Nudes
I STILL CAN’T wash at home because the water is not safe.
‘It never bothered you before,’ says Stephen, as I pour a bottle of mineral water into the sink and splash myself—a lick and a promise, that leaves a trail of bubbles dying on my arm. It bothers me now. Smells sit on my new skin like turds on a kitchen floor. Yet every time I clean myself, I become too clean; my arms more languorous, my knuckles more dimpled, my flesh so soft I am afraid it might tear.
So I take a towel into work and shower at the station, though I don’t trust the water there either. I read the names on the dressing-room doors and pick someone who will not be in until the afternoon, a newsreader. I could become a very clean pervert, I could sneak people in for a fee—Shower With The Famous. Terry Wogan’s bottom slapped against that wall. The stall is indefinably public, an empty archive full of all the flesh that was never shown on screen. It is discreet, blind, a television turned inside out. When you twist the knob you expect a voice to spill out instead of water.
‘A crisis in the European Exchange Rate Mechanism,’ says the showerhead. ‘Minister of Agriculture moves on animal drug abuse’, as I soap between the perfection of my toes and back to the soft handful of my heel.
‘Bishop says no to Aids test.’ There is no hair on my shin anymore. I soap the white swell of my thigh. It is not a modern body, wherever I got it from. And now it has no pubic hair.
‘Ceasefire in Belfast,’ says the water. I have no pubic hair.
I step out of the shower still itchy with soap. The dressing-room is a pornographic booth. The mirror is unembarrassed, wiped blind of all the faces, known and forgotten, who have talked into it as though half the country was watching on the other side; have stood there naked, looked into their own eyes and said ‘Hello, and you’re very welcome.’
The body that looks back at me is nine years old, or fourteen mixed with nine, or my own, mixed with all the bodies I used to have. I wonder if I am a virgin again. I should ask Marcus. He seems to know what it means.
It is while I am there, as the hammering starts on the door, with one of the nation’s most trusted voices speaking to me in tones that would shock the nation, that I become resolved.
‘What the fuck are you doing in my dressing-room?’
‘Thinking,’ I say. I think that I will stop washing and dress in the dark. I think I will cover my body like the memory it is and just sweat it out. I think I will get my own back. When I come back from Brittany I will bring Stephen in for his audition.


● **Work required**: Across all the entries, tally the lines holding the word "Bank", and give the number by itself.

*** Exercise materials Section Begins ***

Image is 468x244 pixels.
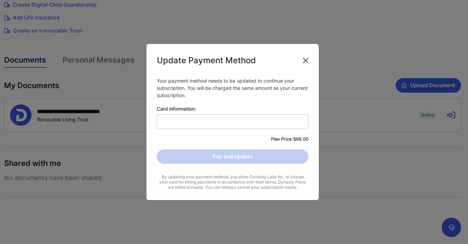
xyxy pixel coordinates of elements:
div: Update Payment Method [157,54,256,67]
button: Close [300,55,311,66]
div: Plan Price: $99.00 [157,136,308,143]
iframe: Secure card payment input frame [161,118,304,125]
p: Your payment method needs to be updated to continue your subscription. You will be charged the sa... [157,77,308,99]
div: By updating your payment method, you allow Dynasty Labs Inc. to charge your card for billing paym... [157,174,308,190]
span: Card information: [157,106,308,112]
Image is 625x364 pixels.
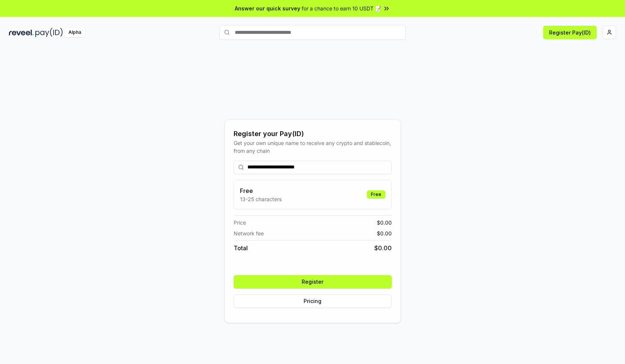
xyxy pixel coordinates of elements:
div: Alpha [65,28,85,37]
div: Register your Pay(ID) [233,129,392,139]
span: Price [233,219,246,227]
button: Pricing [233,294,392,308]
div: Get your own unique name to receive any crypto and stablecoin, from any chain [233,139,392,155]
button: Register [233,275,392,288]
img: pay_id [36,28,62,37]
div: Free [366,190,385,198]
span: $ 0.00 [374,243,392,252]
span: Total [233,243,248,252]
img: reveel_dark [9,28,34,37]
span: for a chance to earn 10 USDT 📝 [302,4,381,12]
span: $ 0.00 [376,230,392,237]
p: 13-25 characters [240,195,281,203]
h3: Free [240,186,281,195]
span: $ 0.00 [376,219,392,227]
span: Answer our quick survey [235,4,300,12]
span: Network fee [233,230,264,237]
button: Register Pay(ID) [543,25,597,39]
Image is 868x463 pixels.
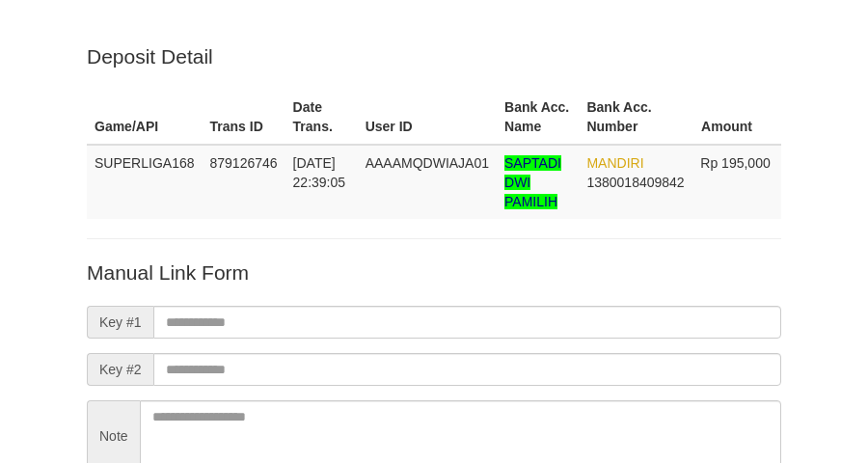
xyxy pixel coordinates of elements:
[203,90,285,145] th: Trans ID
[87,145,203,219] td: SUPERLIGA168
[700,156,770,170] span: Rp 195,000
[692,90,781,145] th: Amount
[579,90,692,145] th: Bank Acc. Number
[587,174,684,190] span: Copy 1380018409842 to clipboard
[87,259,781,287] p: Manual Link Form
[293,156,346,190] span: [DATE] 22:39:05
[587,156,643,170] span: MANDIRI
[87,354,154,386] span: Key #2
[285,90,357,145] th: Date Trans.
[504,156,561,210] span: Nama rekening >18 huruf, harap diedit
[87,42,781,71] p: Deposit Detail
[203,145,285,219] td: 879126746
[497,90,579,145] th: Bank Acc. Name
[87,306,154,339] span: Key #1
[357,90,497,145] th: User ID
[365,156,489,170] span: AAAAMQDWIAJA01
[87,90,203,145] th: Game/API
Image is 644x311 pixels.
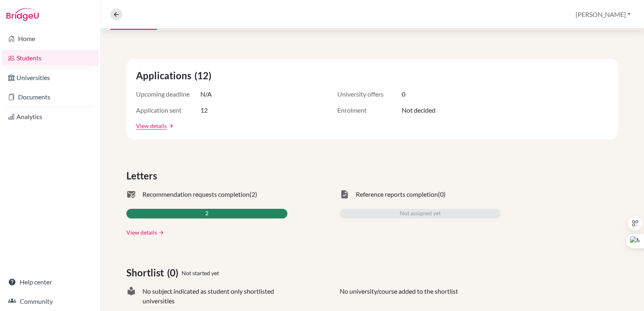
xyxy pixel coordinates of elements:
[126,190,136,199] span: mark_email_read
[181,269,219,277] span: Not started yet
[136,69,194,83] span: Applications
[167,266,181,281] span: (0)
[143,287,287,306] span: No subject indicated as student only shortlisted universities
[200,105,207,115] span: 12
[340,287,458,306] p: No university/course added to the shortlist
[438,190,445,199] span: (0)
[2,274,98,290] a: Help center
[338,89,402,99] span: University offers
[402,105,436,115] span: Not decided
[356,190,438,199] span: Reference reports completion
[126,266,167,281] span: Shortlist
[402,89,405,99] span: 0
[249,190,257,199] span: (2)
[126,169,161,183] span: Letters
[136,122,167,130] a: View details
[200,89,212,99] span: N/A
[2,109,98,125] a: Analytics
[194,69,214,83] span: (12)
[206,209,209,219] span: 2
[136,89,200,99] span: Upcoming deadline
[167,123,174,129] a: arrow_forward
[2,30,98,47] a: Home
[157,230,164,235] a: arrow_forward
[572,7,634,22] button: [PERSON_NAME]
[2,50,98,66] a: Students
[2,89,98,105] a: Documents
[6,8,39,21] img: Bridge-U
[2,294,98,310] a: Community
[143,190,249,199] span: Recommendation requests completion
[2,70,98,86] a: Universities
[136,105,200,115] span: Application sent
[400,209,441,219] span: Not assigned yet
[126,287,136,306] span: local_library
[126,228,157,237] a: View details
[338,105,402,115] span: Enrolment
[340,190,350,199] span: task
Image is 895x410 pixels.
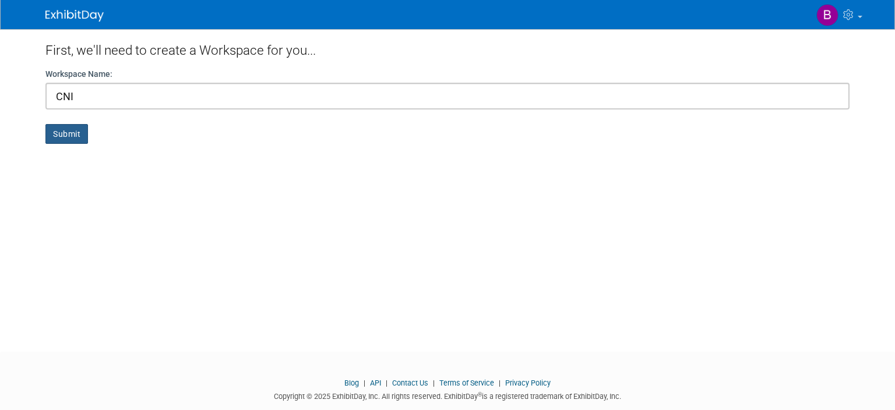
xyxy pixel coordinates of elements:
a: Contact Us [392,379,428,387]
img: Brenda Daugherty [816,4,838,26]
a: Privacy Policy [505,379,550,387]
span: | [430,379,437,387]
span: | [361,379,368,387]
label: Workspace Name: [45,68,112,80]
a: Blog [344,379,359,387]
span: | [496,379,503,387]
sup: ® [478,391,482,398]
button: Submit [45,124,88,144]
a: API [370,379,381,387]
a: Terms of Service [439,379,494,387]
input: Name of your organization [45,83,849,110]
img: ExhibitDay [45,10,104,22]
span: | [383,379,390,387]
div: First, we'll need to create a Workspace for you... [45,29,849,68]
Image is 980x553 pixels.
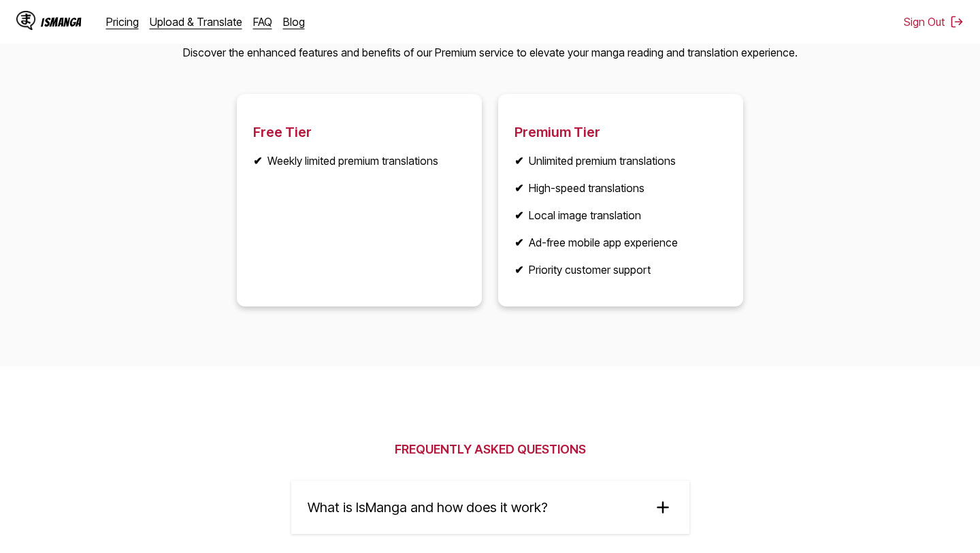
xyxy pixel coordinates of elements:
[514,124,727,140] h3: Premium Tier
[514,235,523,249] b: ✔
[106,15,139,29] a: Pricing
[514,208,523,222] b: ✔
[395,442,586,456] h2: Frequently Asked Questions
[950,15,964,29] img: Sign out
[514,154,727,167] li: Unlimited premium translations
[904,15,964,29] button: Sign Out
[253,154,262,167] b: ✔
[17,10,35,30] img: IsManga Logo
[253,15,272,29] a: FAQ
[514,181,727,194] li: High-speed translations
[183,45,798,62] p: Discover the enhanced features and benefits of our Premium service to elevate your manga reading ...
[514,235,727,249] li: Ad-free mobile app experience
[514,181,523,194] b: ✔
[253,154,466,167] li: Weekly limited premium translations
[514,262,523,276] b: ✔
[253,124,466,140] h3: Free Tier
[150,15,242,29] a: Upload & Translate
[514,262,727,276] li: Priority customer support
[41,16,81,29] div: IsManga
[514,208,727,222] li: Local image translation
[17,10,106,32] a: IsManga LogoIsManga
[284,15,305,29] a: Blog
[291,480,690,534] summary: What is IsManga and how does it work?
[653,497,673,517] img: plus
[308,499,548,515] span: What is IsManga and how does it work?
[514,154,523,167] b: ✔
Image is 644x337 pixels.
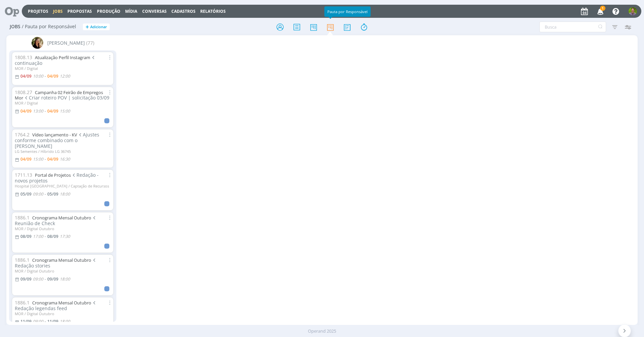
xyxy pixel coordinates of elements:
button: 1 [593,5,607,17]
span: 1886.1 [15,257,30,263]
span: Cadastros [171,8,196,14]
span: Propostas [67,8,92,14]
: - [45,74,46,78]
img: T [629,7,637,15]
: - [45,192,46,196]
a: Conversas [142,8,167,14]
a: Vídeo lançamento - KV [32,132,77,138]
span: Redação - novos projetos [15,171,99,184]
button: Propostas [65,9,94,14]
: - [45,235,46,238]
: 05/09 [47,191,59,197]
div: MOR / Digital [15,101,111,105]
: 04/09 [47,156,59,162]
div: MOR / Digital Outubro [15,312,111,316]
span: + [85,24,89,30]
: 04/09 [47,108,59,114]
a: Jobs [53,8,63,14]
: 13:00 [33,108,43,114]
: 08/09 [20,233,31,239]
: 04/09 [20,156,31,162]
: 12:00 [59,73,70,79]
button: Jobs [51,9,65,14]
: 04/09 [47,73,59,79]
a: Portal de Projetos [35,172,71,178]
: 04/09 [20,108,31,114]
button: T [628,5,637,17]
span: / Pauta por Responsável [22,24,76,30]
a: Cronograma Mensal Outubro [32,300,91,306]
span: 1 [600,6,605,11]
button: Produção [95,9,123,14]
button: Conversas [140,9,169,14]
a: Projetos [28,8,48,14]
span: Criar roteiro POV | solicitação 03/09 [23,95,109,101]
span: Redação legendas feed [15,299,97,312]
: 17:00 [33,233,43,239]
div: MOR / Digital Outubro [15,269,111,273]
: - [45,319,46,323]
span: Reunião de Check [15,214,97,226]
div: Pauta por Responsável [324,6,371,17]
span: [PERSON_NAME] [47,39,85,46]
: 11/09 [47,318,59,324]
a: Produção [97,8,120,14]
button: Mídia [123,9,139,14]
: 04/09 [20,73,31,79]
: 05/09 [20,191,31,197]
a: Mídia [125,8,137,14]
span: 1764.2 [15,131,30,138]
: 15:00 [59,108,70,114]
a: Campanha 02 Feirão de Empregos Mor [15,89,103,101]
: 09/09 [20,276,31,282]
: 09:00 [33,276,43,282]
span: continuação [15,54,96,66]
: 10:00 [33,73,43,79]
: 17:30 [59,233,70,239]
div: Hospital [GEOGRAPHIC_DATA] / Captação de Recursos [15,184,111,188]
button: Projetos [26,9,50,14]
a: Atualização Perfil Instagram [35,55,90,60]
button: +Adicionar [83,24,110,30]
: - [45,277,46,281]
span: Adicionar [90,25,107,29]
img: C [31,37,43,49]
: 09:00 [33,318,43,324]
span: (77) [86,39,94,46]
button: Relatórios [198,9,228,14]
button: Cadastros [169,9,198,14]
: 11/09 [20,318,31,324]
div: LG Sementes / Híbrido LG 36745 [15,149,111,154]
span: 1886.1 [15,214,30,221]
: 18:00 [59,276,70,282]
span: Jobs [10,24,20,30]
: 18:00 [59,191,70,197]
span: 1808.13 [15,54,32,60]
: 15:00 [33,156,43,162]
input: Busca [540,21,606,32]
div: MOR / Digital [15,66,111,70]
a: Relatórios [200,8,226,14]
div: MOR / Digital Outubro [15,226,111,231]
span: 1808.27 [15,89,32,96]
span: Ajustes conforme combinado com o [PERSON_NAME] [15,131,99,149]
span: Redação stories [15,257,97,269]
span: 1886.1 [15,299,30,306]
a: Cronograma Mensal Outubro [32,215,91,221]
: - [45,109,46,113]
: 16:30 [59,156,70,162]
: - [45,157,46,161]
span: 1711.13 [15,171,32,178]
a: Cronograma Mensal Outubro [32,257,91,263]
: 09/09 [47,276,59,282]
: 08/09 [47,233,59,239]
: 18:00 [59,318,70,324]
: 09:00 [33,191,43,197]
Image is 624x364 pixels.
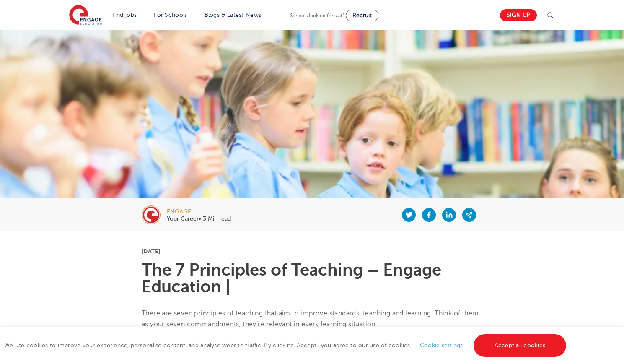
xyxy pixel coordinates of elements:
[69,5,102,26] img: Engage Education
[420,342,463,348] a: Cookie settings
[154,11,187,18] a: For Schools
[141,248,483,254] p: [DATE]
[346,10,379,21] a: Recruit
[290,12,344,18] span: Schools looking for staff
[353,12,372,18] span: Recruit
[500,10,537,21] a: Sign up
[204,11,262,18] a: Blogs & Latest News
[113,11,137,18] a: Find jobs
[141,307,483,330] p: There are seven principles of teaching that aim to improve standards, teaching and learning. Thin...
[474,334,566,357] a: Accept all cookies
[167,209,231,215] div: engage
[167,216,231,222] p: Your Career• 3 Min read
[141,262,483,295] h1: The 7 Principles of Teaching – Engage Education |
[4,342,568,348] span: We use cookies to improve your experience, personalise content, and analyse website traffic. By c...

*** Exercise materials Section Ends ***

● **Solution to this task**: 2